Goldman Sachs CEO: Fears of AI Triggering Mass Unemployment Are "Overblown"

Deep News05-26 11:04

As artificial intelligence rapidly integrates into various industries, pessimistic narratives about AI destroying the job market continue to gain traction. However, the CEO of Goldman Sachs has published an article countering this narrative. On May 22, Goldman Sachs CEO David Solomon published a signed article in The New York Times, stating that fears of AI causing a "job apocalypse and mass unemployment" are "overblown." He argues that AI will not eliminate jobs but will instead shift workers towards higher-value tasks and create entirely new roles focused on the management, deployment, verification, and regulation of AI. David Solomon also acknowledged that this technological transformation will inevitably bring structural disruptions to the labor market. Economists at Goldman Sachs predict that over the next decade, AI could automate up to 25% of current work hours, with white-collar industries such as banking, law, accounting, software, and customer service facing particularly significant impacts. This stance echoes voices from the venture capital community. Previously, Marc Andreessen, co-founder of Andreessen Horowitz, publicly stated that fears of AI-induced unemployment are a "false narrative" and predicted that AI would overall drive employment growth in the economy.

David Solomon directly addresses the "job apocalypse" narrative, arguing that history has repeatedly disproven it.

In his article titled "I'm the Goldman Sachs CEO. The AI Job Apocalypse Is Overblown," David Solomon cites multiple technological revolutions in U.S. economic history as evidence. From electrification and the automotive industry to the proliferation of personal computers, each wave of technological disruption was followed by a continued rise in overall employment levels and living standards. He believes AI is likely to follow this historical pattern: eliminating some jobs while expanding others. Citing hyperscale cloud computing companies as an example, he points out that their capital expenditure for this year alone is projected to reach $700 billion. The data center construction driven by this spending will directly create a significant number of construction jobs. He emphasized:

The U.S. economy can and will adapt to major advances in technology.

David Solomon referenced the latest predictions from Goldman Sachs's internal economists, stating that over the next decade, AI has the potential to automate approximately 25% of current work hours. The most deeply affected areas are white-collar-intensive fields such as banking, law, accounting, software development, and customer service. These industries are core components of the global capital markets. A systematic change in their labor cost structures will have profound implications for corporate profitability, human resource allocation strategies, and even long-term valuation models. David Solomon noted that if AI does lead to job losses on an unprecedented scale, there should be a "coordinated effort" between the business community and governments to help workers and related institutions adapt to the new employment landscape.

a16z Co-founder Andreessen's View: AI Arrives at an Opportune Time

David Solomon's position aligns closely with Marc Andreessen's previous assessment. The co-founder of Netscape and Andreessen Horowitz stated that as many countries face shrinking populations, structural pressures from labor shortages will continue to build. AI and robotics are arriving "right at the moment we actually need them," serving to prevent the economy from declining alongside the population. This narrative framework positions AI as a productivity compensation mechanism against the backdrop of fading demographic dividends, fundamentally opposing the pessimistic narrative that paints AI as a creator of a flood of unemployment. Analysis suggests that Solomon and Andreessen's public statements reflect an effort by mainstream forces in Silicon Valley and Wall Street to actively shape the narrative around AI's social value, attempting to seize the high ground in the policy debate before it fully forms. For investors betting on AI infrastructure and related industry chains, collective statements from business leaders may help stabilize market expectations to some degree. However, the prediction of 25% of white-collar work hours being automated will likely remain a persistent structural risk variable for a considerable time to come.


● **Task statement**
Look through the entries below and count the lines with "Investor" in them; the reply is the number alone.

● **Dataset records**
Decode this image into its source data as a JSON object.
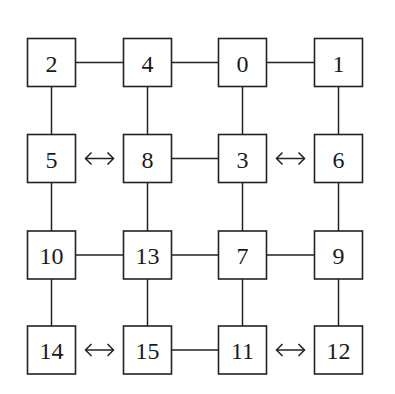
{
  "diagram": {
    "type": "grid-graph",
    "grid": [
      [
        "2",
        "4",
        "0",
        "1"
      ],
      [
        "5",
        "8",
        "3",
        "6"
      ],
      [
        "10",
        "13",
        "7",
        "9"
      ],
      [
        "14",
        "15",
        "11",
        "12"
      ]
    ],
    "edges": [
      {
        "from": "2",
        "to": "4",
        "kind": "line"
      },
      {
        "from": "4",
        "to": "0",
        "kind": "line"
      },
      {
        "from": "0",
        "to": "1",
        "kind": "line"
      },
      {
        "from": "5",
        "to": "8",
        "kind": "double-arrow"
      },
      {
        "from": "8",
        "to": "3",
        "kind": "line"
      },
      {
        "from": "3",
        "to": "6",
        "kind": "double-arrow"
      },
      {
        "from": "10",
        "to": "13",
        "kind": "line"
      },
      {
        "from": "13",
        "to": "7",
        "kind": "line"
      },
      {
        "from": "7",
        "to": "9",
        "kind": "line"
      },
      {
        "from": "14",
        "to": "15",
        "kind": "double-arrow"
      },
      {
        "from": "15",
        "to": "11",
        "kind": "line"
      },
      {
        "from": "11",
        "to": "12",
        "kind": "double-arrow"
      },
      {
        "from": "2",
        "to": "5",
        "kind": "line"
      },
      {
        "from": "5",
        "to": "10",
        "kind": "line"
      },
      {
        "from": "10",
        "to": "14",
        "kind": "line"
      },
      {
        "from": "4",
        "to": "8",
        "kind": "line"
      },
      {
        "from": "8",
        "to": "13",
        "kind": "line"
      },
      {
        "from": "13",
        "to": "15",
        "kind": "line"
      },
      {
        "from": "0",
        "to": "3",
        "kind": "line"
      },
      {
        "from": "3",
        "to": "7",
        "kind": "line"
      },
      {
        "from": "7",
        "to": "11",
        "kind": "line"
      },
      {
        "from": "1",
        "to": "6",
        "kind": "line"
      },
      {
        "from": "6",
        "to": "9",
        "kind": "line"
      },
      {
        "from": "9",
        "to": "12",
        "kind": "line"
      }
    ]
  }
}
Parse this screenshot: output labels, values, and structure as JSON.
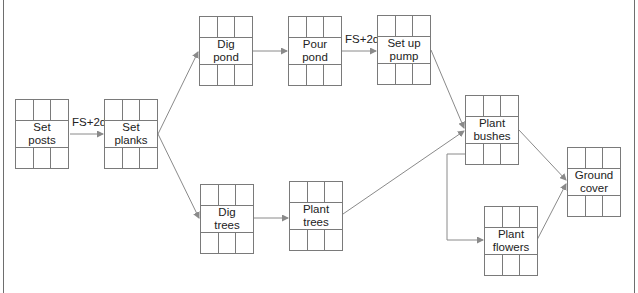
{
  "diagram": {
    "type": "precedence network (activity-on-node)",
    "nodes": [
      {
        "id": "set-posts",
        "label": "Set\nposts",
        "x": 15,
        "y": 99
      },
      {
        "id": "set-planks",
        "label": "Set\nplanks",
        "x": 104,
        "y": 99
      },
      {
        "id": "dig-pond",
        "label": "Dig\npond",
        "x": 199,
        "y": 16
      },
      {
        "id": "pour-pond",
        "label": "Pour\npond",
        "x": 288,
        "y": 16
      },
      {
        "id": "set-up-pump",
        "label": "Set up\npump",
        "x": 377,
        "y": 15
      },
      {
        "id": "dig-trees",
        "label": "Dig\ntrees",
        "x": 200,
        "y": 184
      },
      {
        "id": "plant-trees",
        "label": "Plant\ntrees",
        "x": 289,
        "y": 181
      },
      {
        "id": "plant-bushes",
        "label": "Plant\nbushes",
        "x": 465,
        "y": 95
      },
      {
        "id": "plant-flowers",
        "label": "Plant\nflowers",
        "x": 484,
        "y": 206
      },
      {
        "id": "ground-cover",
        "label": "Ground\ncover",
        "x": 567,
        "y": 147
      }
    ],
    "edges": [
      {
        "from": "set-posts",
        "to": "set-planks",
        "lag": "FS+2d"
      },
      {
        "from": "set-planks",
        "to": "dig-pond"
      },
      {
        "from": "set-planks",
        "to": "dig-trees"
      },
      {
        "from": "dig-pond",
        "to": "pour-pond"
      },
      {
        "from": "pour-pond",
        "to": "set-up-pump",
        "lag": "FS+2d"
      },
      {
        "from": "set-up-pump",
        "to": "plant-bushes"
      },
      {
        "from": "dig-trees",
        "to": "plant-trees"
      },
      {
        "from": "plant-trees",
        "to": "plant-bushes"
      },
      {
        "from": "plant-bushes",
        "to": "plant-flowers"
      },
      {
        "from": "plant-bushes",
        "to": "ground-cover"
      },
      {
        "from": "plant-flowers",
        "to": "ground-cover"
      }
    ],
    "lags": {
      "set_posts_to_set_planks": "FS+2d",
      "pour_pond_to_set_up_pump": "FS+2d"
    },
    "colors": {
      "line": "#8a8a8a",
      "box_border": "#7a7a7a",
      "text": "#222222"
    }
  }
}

==

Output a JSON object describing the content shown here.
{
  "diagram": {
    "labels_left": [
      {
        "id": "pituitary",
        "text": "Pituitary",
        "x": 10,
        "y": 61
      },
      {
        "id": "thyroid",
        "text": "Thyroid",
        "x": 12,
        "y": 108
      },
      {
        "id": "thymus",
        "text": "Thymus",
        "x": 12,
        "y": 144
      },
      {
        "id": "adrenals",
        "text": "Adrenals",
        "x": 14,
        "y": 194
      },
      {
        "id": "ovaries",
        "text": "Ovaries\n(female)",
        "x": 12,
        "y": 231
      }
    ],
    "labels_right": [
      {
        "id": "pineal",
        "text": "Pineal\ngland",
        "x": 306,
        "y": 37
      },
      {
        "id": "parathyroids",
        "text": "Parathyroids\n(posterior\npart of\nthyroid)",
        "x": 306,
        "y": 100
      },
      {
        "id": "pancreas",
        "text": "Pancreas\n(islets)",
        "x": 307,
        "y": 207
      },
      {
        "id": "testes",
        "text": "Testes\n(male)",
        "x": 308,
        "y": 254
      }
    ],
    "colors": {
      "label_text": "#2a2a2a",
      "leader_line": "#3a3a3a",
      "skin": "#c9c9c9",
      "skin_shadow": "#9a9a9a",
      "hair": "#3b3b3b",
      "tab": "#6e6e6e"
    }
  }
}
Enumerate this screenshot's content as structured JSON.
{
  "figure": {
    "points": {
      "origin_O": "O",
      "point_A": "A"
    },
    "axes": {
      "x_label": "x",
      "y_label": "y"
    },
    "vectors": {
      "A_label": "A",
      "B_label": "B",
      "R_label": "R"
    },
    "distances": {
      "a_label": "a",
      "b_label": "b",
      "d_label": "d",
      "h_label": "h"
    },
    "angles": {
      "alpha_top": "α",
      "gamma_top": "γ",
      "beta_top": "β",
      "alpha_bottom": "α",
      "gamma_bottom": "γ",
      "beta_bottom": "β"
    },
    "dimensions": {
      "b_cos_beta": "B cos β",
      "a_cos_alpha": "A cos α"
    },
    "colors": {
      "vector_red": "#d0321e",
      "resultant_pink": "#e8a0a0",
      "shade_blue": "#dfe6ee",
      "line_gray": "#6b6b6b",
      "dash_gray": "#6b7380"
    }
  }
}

==

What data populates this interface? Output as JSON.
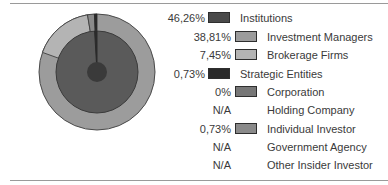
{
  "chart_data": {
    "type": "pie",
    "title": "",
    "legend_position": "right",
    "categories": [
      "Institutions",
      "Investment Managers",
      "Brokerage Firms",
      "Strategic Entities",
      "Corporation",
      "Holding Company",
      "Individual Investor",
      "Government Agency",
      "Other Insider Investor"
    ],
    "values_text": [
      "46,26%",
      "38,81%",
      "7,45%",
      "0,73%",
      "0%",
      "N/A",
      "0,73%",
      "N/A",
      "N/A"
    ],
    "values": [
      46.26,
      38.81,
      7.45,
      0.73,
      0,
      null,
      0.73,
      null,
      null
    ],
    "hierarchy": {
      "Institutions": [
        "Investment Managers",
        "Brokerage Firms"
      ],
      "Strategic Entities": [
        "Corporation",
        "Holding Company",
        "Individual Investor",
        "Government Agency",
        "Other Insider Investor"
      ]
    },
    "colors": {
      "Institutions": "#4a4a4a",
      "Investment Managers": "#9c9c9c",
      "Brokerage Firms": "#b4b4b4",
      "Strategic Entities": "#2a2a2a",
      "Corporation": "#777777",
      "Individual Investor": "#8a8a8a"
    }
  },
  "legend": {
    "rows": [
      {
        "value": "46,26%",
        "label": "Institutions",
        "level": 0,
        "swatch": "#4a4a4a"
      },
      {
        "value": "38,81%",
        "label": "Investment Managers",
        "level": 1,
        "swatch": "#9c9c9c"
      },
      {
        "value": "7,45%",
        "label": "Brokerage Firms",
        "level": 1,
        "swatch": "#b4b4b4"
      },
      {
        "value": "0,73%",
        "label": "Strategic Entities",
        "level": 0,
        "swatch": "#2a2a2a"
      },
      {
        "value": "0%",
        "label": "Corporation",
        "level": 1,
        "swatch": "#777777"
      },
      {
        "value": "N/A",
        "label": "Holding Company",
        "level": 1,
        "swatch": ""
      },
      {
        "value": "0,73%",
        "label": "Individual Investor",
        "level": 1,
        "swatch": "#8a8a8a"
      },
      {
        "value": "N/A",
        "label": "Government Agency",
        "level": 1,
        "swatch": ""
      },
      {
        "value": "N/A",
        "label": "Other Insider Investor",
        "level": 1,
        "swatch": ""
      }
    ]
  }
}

● **Task result**
7